Knowing the importance of those initial steps is one of the reasons why Okewale has been so keen to give back to the community that fostered him, nurturing a new generation from “non-traditional” backgrounds. He is the founder of Urban Lawyers, an initiative that seeks to engage and better inform young people about the law, and is also a patron of the Hackney Community Law Centre.
“With any success there’s an obligation to give back. Urban Lawyers is something that I started when I first entered the profession, because people kept asking me, ‘Well how did you do it?’, or, ‘what are my legal rights?’. I wanted to make an organisation that could help people get into the profession but also to make the law more accessible from an information and educational point of view.

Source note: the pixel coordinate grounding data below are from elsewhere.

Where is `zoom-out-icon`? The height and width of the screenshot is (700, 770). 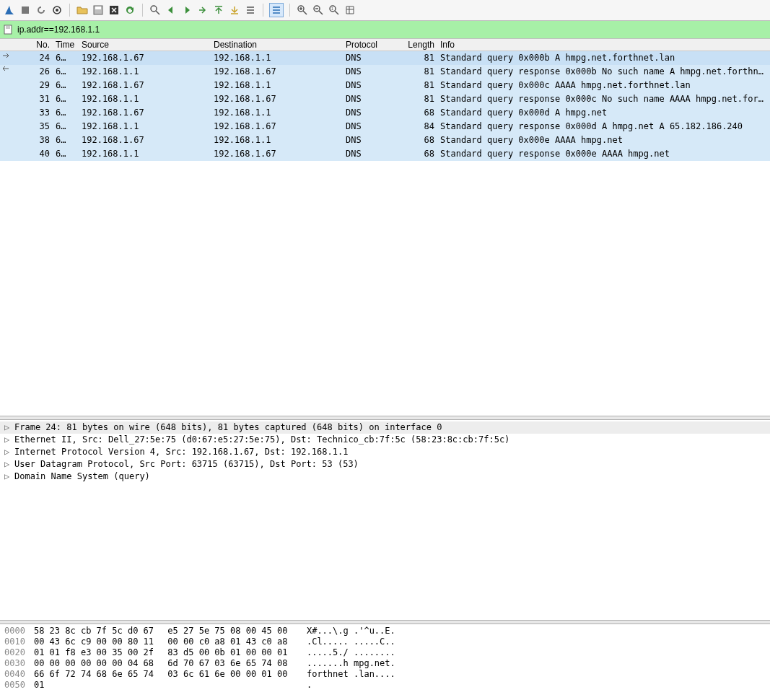
zoom-out-icon is located at coordinates (318, 10).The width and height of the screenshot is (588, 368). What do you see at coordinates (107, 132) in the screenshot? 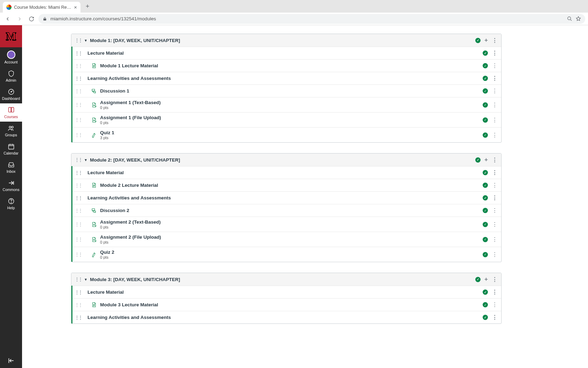
I see `item-title: Quiz 1` at bounding box center [107, 132].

“A lot of people don’t understand their legal rights or the significance of the law – take a young man who’s 17 years old, he pinches a girl’s bottom and he ends up on the sex offenders list. That individual does not understand the significance of that happening – I think it’s very important that education addresses the issue.”
The biggest obstacles, in his mind, are not so much to do with where you went to school. “Ultimately I’d say the biggest issue is confidence. People from working class backgrounds have a confidence barrier – or, certainly I did. They don’t think certain opportunities are for them so they eliminate themselves.”
Okewale calls it a “soft bigotry” that stems from educational institutions even prior to university: “You can go to a Russell Group university, but you haven’t necessarily been to a secondary school that encourages you to change the world, so you’re not going to have those aspirations unless you have a good support base at home to push you forward. I think that needs to be the focal point that starts at a much younger age in schools – people are in university or in jobs based on the paradigms they created when they were younger.”
And is there any advice he’d want to give to young people trying to get into law right now?
His answer is a succinct but typically determined: “You can do it”.
In a profession dominated by Oxbridge graduates and people with the right connections, Okewale’s success is a testament to diligence in the face of adversity. There is still much to be done in the way of diversity and education in the field but – hopefully – stories like Okewale’s are about to get a lot less unusual.
This article was amended at 6.30pm on Tuesday 2 August 2016. The original article stated that Tunde Okewale attended the University of East London. In fact he completed his degree at London Metropolitan University.